In his fourth exhibition at Harris Lieberman, Brooklyn-based artist Tommy White, who works primarily as a painter, displayed a dozen sculptures (all untitled, 2010) on a wide benchlike platform in the main room. Lumpy amalgams of plaster, wood, metal, and red or black leather, the works vaguely resemble deformed human limbs or body parts, and speak to figural representation at its most abject.
The relationship between these sculptures and the body is made explicit in one work: a jockstrap affixed to an upright base, topped with plaster viscera from which pinkish paint drips down. The intention doesn’t seem to be to show grossness for shock’s sake, as it would be in the slasher flicks the works obliquely reference, but rather to draw parallels between art objects and sexual objects, and to embody the simultaneous attraction and repulsion that both can elicit. Perhaps the most striking of the sculptures is the least directly anthropomorphic—a small basin with two pink depressions that sits dangerously close to the edge of the platform.
White’s presentation of the abject continued with large-scale, haptic, semi-figurative and sometimes scatological paintings. The compositions feature broad white strokes on top of expanses of black or vice versa, crude forms rendered with visible brushwork, shiny surfaces juxtaposed with matte ones, and areas in which figure and ground become confounded. Day Dreaming (2009) consists of swaths of black, two white circles in the upper half and yellow-orange, funguslike coils that appear toward the bottom. In the punningly titled Love Comes (2010), two white legs—deranged and akimbo like those of Bellmer’s dolls, and cut off at the ankle by the compositional frame—are shown against a background of dark oil paint that seems to give off a damp heat. The work is a diptych, and where the two canvases and the legs meet is a smear of varnish—yet another reminder that artworks are like bodies, with all their promises and disappointments.
When White gets analytical, as in Hole (2009)—a black circle on a white background, which is inscribed, at the bottom right, with the word WHOLE, the first letter nearly wiped out—the results are less effective for being too illustrative. More painterly and ultimately more unhinged is an untitled Alberto Burri-esque composition from 2009, in which red marks appear as lesions on a streaky blue-black surface resembling gangrenous flesh, with a clot of paint at the top. The strength of this work, and of the show in general, lies in White’s ability to equate abjection and abstraction in a way that unifies subject and object.
Photo: Tommy White: Day Dreaming, 2009, oil on canvas, 114 by 90 inches; at Harris Lieberman.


** Task prompt **
The answer must be every line of the records below that contains the word "caption".

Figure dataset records
※

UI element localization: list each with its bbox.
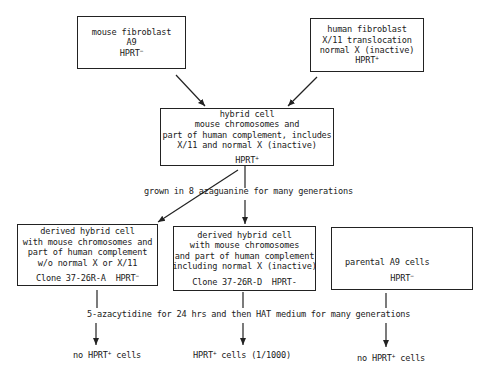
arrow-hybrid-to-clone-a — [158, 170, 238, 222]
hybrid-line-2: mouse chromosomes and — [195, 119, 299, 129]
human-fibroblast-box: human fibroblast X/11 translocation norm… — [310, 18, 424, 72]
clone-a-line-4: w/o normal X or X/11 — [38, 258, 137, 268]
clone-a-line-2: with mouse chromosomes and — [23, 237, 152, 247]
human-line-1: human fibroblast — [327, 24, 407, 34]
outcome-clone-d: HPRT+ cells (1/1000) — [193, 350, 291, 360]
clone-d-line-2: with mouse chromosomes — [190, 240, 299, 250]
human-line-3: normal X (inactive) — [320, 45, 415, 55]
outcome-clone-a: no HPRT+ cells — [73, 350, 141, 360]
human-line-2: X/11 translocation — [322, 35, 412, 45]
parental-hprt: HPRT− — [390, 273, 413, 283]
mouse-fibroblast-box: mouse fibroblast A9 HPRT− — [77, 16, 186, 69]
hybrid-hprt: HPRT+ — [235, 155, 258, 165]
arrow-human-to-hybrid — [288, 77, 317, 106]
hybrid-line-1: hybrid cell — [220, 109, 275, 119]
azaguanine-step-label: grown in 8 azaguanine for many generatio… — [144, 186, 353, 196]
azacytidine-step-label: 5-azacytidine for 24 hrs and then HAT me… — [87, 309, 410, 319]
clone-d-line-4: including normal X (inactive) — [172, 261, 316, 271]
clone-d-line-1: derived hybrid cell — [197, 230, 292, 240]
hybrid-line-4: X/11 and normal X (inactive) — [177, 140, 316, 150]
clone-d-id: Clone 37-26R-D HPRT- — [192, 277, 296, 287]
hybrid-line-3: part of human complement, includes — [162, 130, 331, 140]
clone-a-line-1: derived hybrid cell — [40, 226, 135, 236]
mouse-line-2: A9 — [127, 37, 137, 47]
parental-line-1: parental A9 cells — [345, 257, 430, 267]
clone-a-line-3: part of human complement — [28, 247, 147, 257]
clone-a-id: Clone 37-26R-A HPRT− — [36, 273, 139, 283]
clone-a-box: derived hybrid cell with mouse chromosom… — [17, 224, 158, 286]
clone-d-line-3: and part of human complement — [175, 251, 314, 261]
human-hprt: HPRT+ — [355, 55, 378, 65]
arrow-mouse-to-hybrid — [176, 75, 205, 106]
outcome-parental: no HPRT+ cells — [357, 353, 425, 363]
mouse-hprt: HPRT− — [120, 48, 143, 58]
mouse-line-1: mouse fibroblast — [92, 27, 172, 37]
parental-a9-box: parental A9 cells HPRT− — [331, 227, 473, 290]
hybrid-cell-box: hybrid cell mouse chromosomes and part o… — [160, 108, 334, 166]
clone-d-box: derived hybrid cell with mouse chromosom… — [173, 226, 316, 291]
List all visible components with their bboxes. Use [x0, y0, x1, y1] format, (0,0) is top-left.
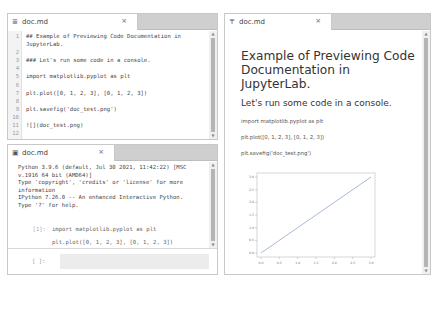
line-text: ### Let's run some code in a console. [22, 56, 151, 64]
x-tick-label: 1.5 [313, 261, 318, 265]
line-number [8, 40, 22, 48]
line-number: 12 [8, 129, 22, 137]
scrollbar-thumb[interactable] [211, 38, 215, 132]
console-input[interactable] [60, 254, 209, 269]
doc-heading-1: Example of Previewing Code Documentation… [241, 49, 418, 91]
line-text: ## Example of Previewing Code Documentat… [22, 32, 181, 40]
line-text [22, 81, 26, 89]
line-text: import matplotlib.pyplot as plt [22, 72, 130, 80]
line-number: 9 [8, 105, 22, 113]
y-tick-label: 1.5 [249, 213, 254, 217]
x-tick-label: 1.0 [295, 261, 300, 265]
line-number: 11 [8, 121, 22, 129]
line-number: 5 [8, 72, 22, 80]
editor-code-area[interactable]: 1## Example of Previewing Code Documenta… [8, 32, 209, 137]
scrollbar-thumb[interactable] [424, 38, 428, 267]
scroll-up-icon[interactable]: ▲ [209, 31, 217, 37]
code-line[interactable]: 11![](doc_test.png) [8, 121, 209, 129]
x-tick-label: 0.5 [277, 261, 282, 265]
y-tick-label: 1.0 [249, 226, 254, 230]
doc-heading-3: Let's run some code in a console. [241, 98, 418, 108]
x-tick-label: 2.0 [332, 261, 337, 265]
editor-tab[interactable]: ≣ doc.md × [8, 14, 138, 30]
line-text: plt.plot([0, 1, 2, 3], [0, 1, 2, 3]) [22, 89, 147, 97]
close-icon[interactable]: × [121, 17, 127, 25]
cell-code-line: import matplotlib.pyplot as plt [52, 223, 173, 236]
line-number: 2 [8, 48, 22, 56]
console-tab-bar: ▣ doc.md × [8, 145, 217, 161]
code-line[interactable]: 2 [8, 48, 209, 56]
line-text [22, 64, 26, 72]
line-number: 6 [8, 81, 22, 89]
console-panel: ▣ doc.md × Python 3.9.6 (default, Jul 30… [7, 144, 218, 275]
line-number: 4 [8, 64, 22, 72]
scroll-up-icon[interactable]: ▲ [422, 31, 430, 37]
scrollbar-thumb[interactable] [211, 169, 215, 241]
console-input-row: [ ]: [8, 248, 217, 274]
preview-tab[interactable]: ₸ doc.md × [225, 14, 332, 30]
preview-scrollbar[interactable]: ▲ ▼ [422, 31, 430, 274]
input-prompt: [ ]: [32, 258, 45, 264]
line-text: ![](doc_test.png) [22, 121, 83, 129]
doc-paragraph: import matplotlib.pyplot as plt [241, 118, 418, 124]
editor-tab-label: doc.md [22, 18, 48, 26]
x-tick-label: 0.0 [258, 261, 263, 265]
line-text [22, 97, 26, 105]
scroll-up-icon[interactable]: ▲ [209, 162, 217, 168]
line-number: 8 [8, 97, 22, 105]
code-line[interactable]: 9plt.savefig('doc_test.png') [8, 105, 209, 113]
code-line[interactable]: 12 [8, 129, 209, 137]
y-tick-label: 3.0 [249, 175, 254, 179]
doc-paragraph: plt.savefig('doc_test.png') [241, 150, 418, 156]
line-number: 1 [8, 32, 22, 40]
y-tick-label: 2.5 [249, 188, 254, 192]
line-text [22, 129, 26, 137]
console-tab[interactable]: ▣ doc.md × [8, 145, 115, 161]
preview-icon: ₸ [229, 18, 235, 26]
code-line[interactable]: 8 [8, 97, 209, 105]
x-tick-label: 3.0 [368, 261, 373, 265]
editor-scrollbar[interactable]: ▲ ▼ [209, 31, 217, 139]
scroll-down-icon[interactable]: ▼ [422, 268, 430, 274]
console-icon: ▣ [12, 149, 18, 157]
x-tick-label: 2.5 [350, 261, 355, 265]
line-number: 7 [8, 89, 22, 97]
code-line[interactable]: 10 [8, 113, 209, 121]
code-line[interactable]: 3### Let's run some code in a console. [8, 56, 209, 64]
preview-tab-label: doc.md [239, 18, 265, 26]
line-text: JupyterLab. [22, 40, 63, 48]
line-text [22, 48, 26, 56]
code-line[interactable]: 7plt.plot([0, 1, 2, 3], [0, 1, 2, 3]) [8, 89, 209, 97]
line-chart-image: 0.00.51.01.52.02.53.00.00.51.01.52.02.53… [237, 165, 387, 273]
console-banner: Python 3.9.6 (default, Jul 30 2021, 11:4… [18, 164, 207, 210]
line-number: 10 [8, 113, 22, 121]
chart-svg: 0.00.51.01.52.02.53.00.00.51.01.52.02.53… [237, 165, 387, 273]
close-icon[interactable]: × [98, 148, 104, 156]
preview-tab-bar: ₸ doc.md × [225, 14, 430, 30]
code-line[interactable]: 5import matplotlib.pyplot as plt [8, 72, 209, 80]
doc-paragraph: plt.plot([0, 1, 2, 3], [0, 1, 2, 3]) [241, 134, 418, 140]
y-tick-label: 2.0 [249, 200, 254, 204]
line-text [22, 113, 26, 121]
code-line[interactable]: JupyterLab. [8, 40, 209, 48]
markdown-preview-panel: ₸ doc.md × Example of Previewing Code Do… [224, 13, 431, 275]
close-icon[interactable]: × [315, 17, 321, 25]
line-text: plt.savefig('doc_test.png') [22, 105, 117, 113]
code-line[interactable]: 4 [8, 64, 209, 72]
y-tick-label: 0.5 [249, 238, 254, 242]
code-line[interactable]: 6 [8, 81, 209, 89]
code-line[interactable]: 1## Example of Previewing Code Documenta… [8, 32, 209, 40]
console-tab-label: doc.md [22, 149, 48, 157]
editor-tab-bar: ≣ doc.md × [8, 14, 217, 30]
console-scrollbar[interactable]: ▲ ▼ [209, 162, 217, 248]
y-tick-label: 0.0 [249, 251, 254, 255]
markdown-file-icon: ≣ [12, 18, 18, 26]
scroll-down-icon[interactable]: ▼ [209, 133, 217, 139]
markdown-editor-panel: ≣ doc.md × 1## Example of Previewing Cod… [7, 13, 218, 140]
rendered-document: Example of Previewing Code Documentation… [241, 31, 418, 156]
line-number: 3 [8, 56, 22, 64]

※

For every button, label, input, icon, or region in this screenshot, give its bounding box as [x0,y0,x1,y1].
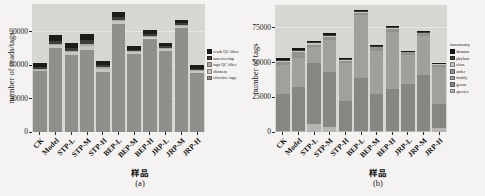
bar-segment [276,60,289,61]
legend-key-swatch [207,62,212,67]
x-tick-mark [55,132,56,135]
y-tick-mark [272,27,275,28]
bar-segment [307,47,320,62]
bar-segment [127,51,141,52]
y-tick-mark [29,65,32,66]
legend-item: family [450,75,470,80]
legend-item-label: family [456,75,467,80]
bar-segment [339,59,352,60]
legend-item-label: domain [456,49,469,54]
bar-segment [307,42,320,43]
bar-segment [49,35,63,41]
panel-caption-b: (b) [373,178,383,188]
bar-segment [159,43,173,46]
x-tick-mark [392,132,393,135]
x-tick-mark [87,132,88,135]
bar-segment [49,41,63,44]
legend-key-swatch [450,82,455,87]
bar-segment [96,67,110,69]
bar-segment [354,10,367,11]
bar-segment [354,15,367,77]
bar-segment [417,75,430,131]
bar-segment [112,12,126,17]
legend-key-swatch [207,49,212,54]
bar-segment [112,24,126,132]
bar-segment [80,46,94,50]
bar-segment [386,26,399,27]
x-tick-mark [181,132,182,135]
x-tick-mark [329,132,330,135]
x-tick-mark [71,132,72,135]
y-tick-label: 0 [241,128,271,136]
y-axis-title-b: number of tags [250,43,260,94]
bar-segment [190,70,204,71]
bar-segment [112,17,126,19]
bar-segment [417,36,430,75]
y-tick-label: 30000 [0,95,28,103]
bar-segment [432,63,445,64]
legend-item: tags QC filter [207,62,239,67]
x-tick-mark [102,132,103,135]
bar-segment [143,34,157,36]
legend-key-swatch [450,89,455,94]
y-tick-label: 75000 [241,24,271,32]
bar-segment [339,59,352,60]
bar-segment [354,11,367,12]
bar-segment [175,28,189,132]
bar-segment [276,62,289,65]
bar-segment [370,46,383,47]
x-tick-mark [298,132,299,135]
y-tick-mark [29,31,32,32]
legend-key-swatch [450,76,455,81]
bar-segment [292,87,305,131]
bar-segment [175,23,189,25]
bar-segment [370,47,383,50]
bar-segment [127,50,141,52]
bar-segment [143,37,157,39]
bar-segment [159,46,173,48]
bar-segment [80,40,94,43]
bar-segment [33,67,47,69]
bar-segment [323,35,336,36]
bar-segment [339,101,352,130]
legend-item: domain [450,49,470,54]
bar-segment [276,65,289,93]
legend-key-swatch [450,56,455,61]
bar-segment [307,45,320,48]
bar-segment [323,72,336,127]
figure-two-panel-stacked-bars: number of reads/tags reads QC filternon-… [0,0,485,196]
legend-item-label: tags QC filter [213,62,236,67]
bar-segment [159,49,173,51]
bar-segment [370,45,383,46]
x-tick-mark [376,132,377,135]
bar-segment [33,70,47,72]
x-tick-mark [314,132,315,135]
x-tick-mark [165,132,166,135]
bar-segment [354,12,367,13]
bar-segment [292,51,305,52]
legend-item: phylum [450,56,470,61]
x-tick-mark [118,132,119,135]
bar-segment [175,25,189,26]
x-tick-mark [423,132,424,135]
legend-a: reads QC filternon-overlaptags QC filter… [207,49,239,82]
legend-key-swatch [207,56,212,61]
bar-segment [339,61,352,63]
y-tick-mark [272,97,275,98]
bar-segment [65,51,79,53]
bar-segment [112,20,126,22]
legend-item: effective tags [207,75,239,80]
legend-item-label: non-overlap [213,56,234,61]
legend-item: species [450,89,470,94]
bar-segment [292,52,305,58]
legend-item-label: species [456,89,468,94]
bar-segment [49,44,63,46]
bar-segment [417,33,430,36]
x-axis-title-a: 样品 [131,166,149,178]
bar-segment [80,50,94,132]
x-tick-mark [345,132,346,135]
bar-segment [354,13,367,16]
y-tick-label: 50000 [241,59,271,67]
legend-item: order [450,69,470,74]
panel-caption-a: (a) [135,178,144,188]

※

** Written response **
panel-caption-b: (b) [373,178,383,188]
panel-caption-a: (a) [135,178,144,188]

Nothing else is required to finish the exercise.